Graduation (Bacalaureat)
(Romania/Belgium/France, 128 min.)
Written and directed by Cristian Mungiu
Starring: Adrian Titieni, Maria-Victoria Dragus, Lia Bugnar, Vlad Ivanov, Malina Manovici, Petre Ciubotaru
Cristian Mungiu is back from detention. The Romanian auteur who
won Cannes’ Palme d’Or winner and drew notice to the Romanian new wave with 4 Months, 3 Weeks, and 2 Days returns
with a film that mostly delivers on the promise of his 2007 breakthrough. The long
takes are back in tried and tested form following a tediously slow slump with
his much-lauded-but-excruciatingly-tedious Beyondthe Hills. This taut psychological drama displays carefully rehearsed
restraint as Mungiu creates a complex moral fable out of one family’s despair.
Romeo makes one bad decision after another as he becomes the
corrupt pen pusher that his country toiled to escape after the socialist era.
Bumping up a city official on the organ donor list, say, to snag Eliza a few
extra minutes of exam time is just one of the efforts that the good doctor
takes in his misguided attempt to be a better man.
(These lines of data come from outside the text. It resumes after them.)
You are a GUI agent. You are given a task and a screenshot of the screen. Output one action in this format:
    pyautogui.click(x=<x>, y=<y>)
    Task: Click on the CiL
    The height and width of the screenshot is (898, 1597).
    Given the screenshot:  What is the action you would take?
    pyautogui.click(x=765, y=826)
It doesn’t end well for
Romeo—nor should one expect it to in a film like this one—and Mungiu lets the
good doctor’s world collapse as the corruption disintegrates every support
beneath him. Hypocrisy and corruption go hand in hand for Romeo and his success
in getting Eliza through her exams relies on his ability to peddle his good
reputation and name—never mind the fact that he’s having an affair when we
first meet him.
The breakdown of his marriage and the family’s ensuing
divide provide Graduation’s greater
scenes as they intimately connect the social and psychological realism of
Mungiu’s no frills, kitchen sink style. The director favours long takes and
medium shots that could easily double as master shots for directors looking to establish
a scene, but the overdrawn moments of Graduation
sting with the restlessness and asphyxiation of a marriage, which, like the
shot, has gone on for far too long. Romeo’s failure to bridge the divides in
his family mirrors the disrepair of his larger community: corrupt practices are
as effective as Band Aids from Dollarama are when it comes to healing.
Graduation is, in
many ways, the film that Asghar Farhadi’s The Salesman strives to be in that they both put men on similar quests to
restore honour to the women in their families following violent assaults by
predatory men. The film benefits from keeping the scope of the drama zeroed in
on the intersections between familial and social breakdowns, whereas Farhadi’s
film somewhat muddles its staid morality play with a take on Arthur Miller that
never comes to fruition. At the same time, Graduation
also suffers from two drawbacks that mar The Salesman. One is an uncomfortable air of misogyny as the
resolute patriarchs treat assaults on female family members as personal
affronts. The other hiccup is that both directors lapse into routine. The style
is there, but it’s something we’ve seen before.
Graduation
delivers on the promise of 4 Months, 3
Weeks, and 2 Days in the sense that Mungiu has established a comfort zone
that isn’t dissatisfying. (Praise Beyond
the Hills all you want, but it’s inexplicably pointless.) Mungiu certainly
owns the long take thing, the bare bones compositions, and the drab miserablism
that looks hungry for a little light. Graduation
carries the Best Director prize from last year’s Cannes Film Festival (he
tied Oliver Assayas for Personal Shopper)
but Mungiu’s compatriot Cristi Puiu should have taken it instead for Sieranevada, which does everything this
film does and then some in a darkly funny satire. It’s not to say that Graduation isn’t worth a ticket, since
delivers a film that is technically accomplished, socially relevant, and
exactly what one expects it to be walking in the door, but one can’t help but
leave the film fulfilled, if wanting a little more from the morality play.
No matter how much Romeo blunders, though, Mungiu and
Titieni create a consistently compelling character. The father’s effort to safeguard
his daughter’s future is understandable as he recalibrates his moral compass to
lead him down the path he feels is right. The corruption becomes palpably
swampy, yet there isn’t a moment in which one fails to hear Graduation ask what one might have done
in his position. It’s a hard question to answer as Graduation teaches us just how easily anyone can be corrupted.
Graduation opens Friday, June 2 at TIFF Bell Lightbox.